Maura Camosse ’00 is in the master’s program in land resources at the University of Wisconsin, Madison. Her thesis looks at the land-redistribution process that has been going on in South Africa since the end of apartheid. The Bardwell Memorial Fellowship will enable Camosse to travel to South Africa. “I spent a year in South Africa as an undergraduate at MHC and I am very excited that I get to go back,” wrote Camosse.

Choreographer Rain Ross ’00 will use her 1905 Fellowship to support the continued growth and development of her Seattle and Bainbridge Island, Washington, dance company, Lehua Dance Theatre.

Anya Jette Christiansen ’01 will use the Bardwell Memorial Fellowship to further her work in international human rights, advocacy, and scholarship.

In October, Leigh T. Denault ’01 will enter the Ph.D. program in history at the University of Cambridge. The Frances Mary Hazen Fellowship will support her studies there, which will focus on perceptions of home and society in eighteenth- and nineteenth-century British India.

For Sophia T. Ghebremicael ’01, the Dr. Mary P. Dole Medical Fellowship will support studies in osteopathic medicine at Western University of Health Sciences in Pomona, California.

The Bardwell Fellowship will be supporting the work of Marielle Lauren Amrhein ’03 and Christiana Lee Axelsen ’03 in contemporary dance choreography, performance, and production, as well as using art as a mode for building community. The project will take place in Seattle, Washington, and San Francisco, California. The two, along with other Five College Dance alumnae, hope to start a dance collective that regularly does projects such as this.

Indika Senanayake ’03 will use the funds from the Bardwell Memorial Fellowship and the 1905 Fellowship to support her studies at Columbia University, School of the Arts, as she works toward an M.F.A. in acting. Senanayake hopes to apply these skills, she wrote, “in a variety of cultural contexts, initiating, facilitating and participating in performance that enables transformation for individuals and communities.”

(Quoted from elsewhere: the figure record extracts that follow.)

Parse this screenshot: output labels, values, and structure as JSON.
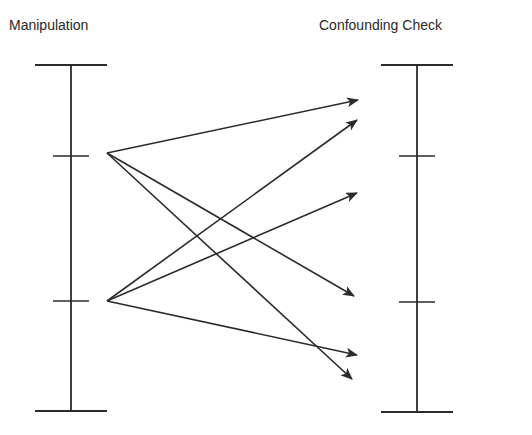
{
  "diagram": {
    "left_axis": {
      "label": "Manipulation",
      "x": 71,
      "y_top": 65,
      "y_bottom": 411,
      "cap_half_width": 36,
      "ticks": [
        156,
        301
      ],
      "tick_half_width": 18
    },
    "right_axis": {
      "label": "Confounding Check",
      "x": 417,
      "y_top": 65,
      "y_bottom": 412,
      "cap_half_width": 36,
      "ticks": [
        156,
        302
      ],
      "tick_half_width": 18
    },
    "arrows": [
      {
        "from": [
          107,
          153
        ],
        "to": [
          358,
          100
        ]
      },
      {
        "from": [
          107,
          153
        ],
        "to": [
          354,
          296
        ]
      },
      {
        "from": [
          107,
          153
        ],
        "to": [
          352,
          379
        ]
      },
      {
        "from": [
          107,
          301
        ],
        "to": [
          357,
          120
        ]
      },
      {
        "from": [
          107,
          301
        ],
        "to": [
          357,
          193
        ]
      },
      {
        "from": [
          107,
          301
        ],
        "to": [
          357,
          355
        ]
      }
    ],
    "line_color": "#2b2b2b"
  }
}
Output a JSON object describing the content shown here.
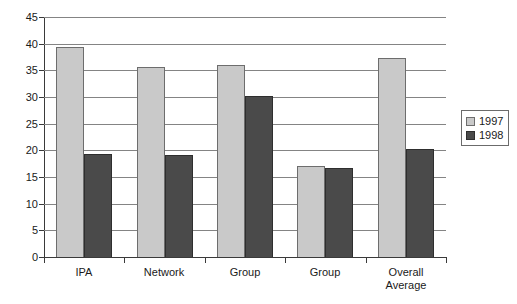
{
  "chart_data": {
    "type": "bar",
    "title": "",
    "subtitle": "",
    "xlabel": "",
    "ylabel": "",
    "categories": [
      "IPA",
      "Network",
      "Group",
      "Group",
      "Overall\nAverage"
    ],
    "series": [
      {
        "name": "1997",
        "color": "#c9c9c9",
        "values": [
          39.3,
          35.6,
          36.0,
          17.1,
          37.3
        ]
      },
      {
        "name": "1998",
        "color": "#4a4a4a",
        "values": [
          19.4,
          19.1,
          30.2,
          16.7,
          20.2
        ]
      }
    ],
    "ylim": [
      0,
      45
    ],
    "ytick_values": [
      0,
      5,
      10,
      15,
      20,
      25,
      30,
      35,
      40,
      45
    ],
    "ytick_labels": [
      "0",
      "5",
      "10",
      "15",
      "20",
      "25",
      "30",
      "35",
      "40",
      "45"
    ],
    "grid": true,
    "grid_axis": "y",
    "legend_position": "right",
    "legend_entries": [
      "1997",
      "1998"
    ],
    "bar_gap_within_group": 0,
    "axis_color": "#3a3a3a",
    "grid_color": "#848484",
    "background": "#ffffff"
  }
}
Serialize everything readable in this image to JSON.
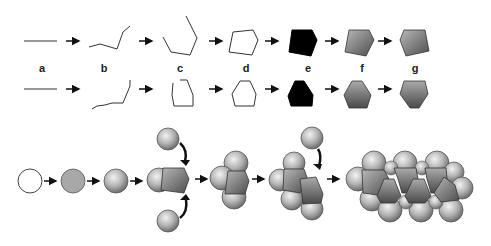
{
  "figure": {
    "step_labels": [
      "a",
      "b",
      "c",
      "d",
      "e",
      "f",
      "g"
    ],
    "label_positions_x": [
      42,
      104,
      180,
      246,
      308,
      362,
      415
    ],
    "label_y": 62,
    "colors": {
      "line": "#333333",
      "black_fill": "#000000",
      "gray_fill_dark": "#555555",
      "gray_fill_light": "#b8b8b8",
      "sphere_light": "#eeeeee",
      "sphere_dark": "#7a7a7a",
      "plain_gray": "#a9a9a9",
      "arrow": "#111111"
    },
    "rows": [
      {
        "name": "pentagon-row",
        "y": 41
      },
      {
        "name": "hexagon-row",
        "y": 89
      }
    ],
    "bottom_sequence": {
      "stages": [
        "empty-circle",
        "gray-sphere",
        "shaded-sphere",
        "sphere-plus-pentagon",
        "triple-assembly",
        "double-unit",
        "final-cluster"
      ]
    }
  }
}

One of two seniors to receive an Alumnae Association Fellowship, Kim Cameron-Dominguez FP ’04 will use her Bardwell Memorial Fellowship to support her graduate studies in anthropology at the University of California, Santa Cruz. Cameron-Dominguez will be focusing on Afro-Caribbean cultures.

Jennifer A. Mehaffey FP ’04 will be attending law school this fall with the help of the Mary E. Woolley Fellowship. Mehaffey plans to use her first year in law school to explore a variety of fields, including public interest law and maritime law. She has been accepted to several law schools and is on the “preferred wait-list” for the College of William and Mary Marshall Wythe School of Law in Williamsburg, Virginia.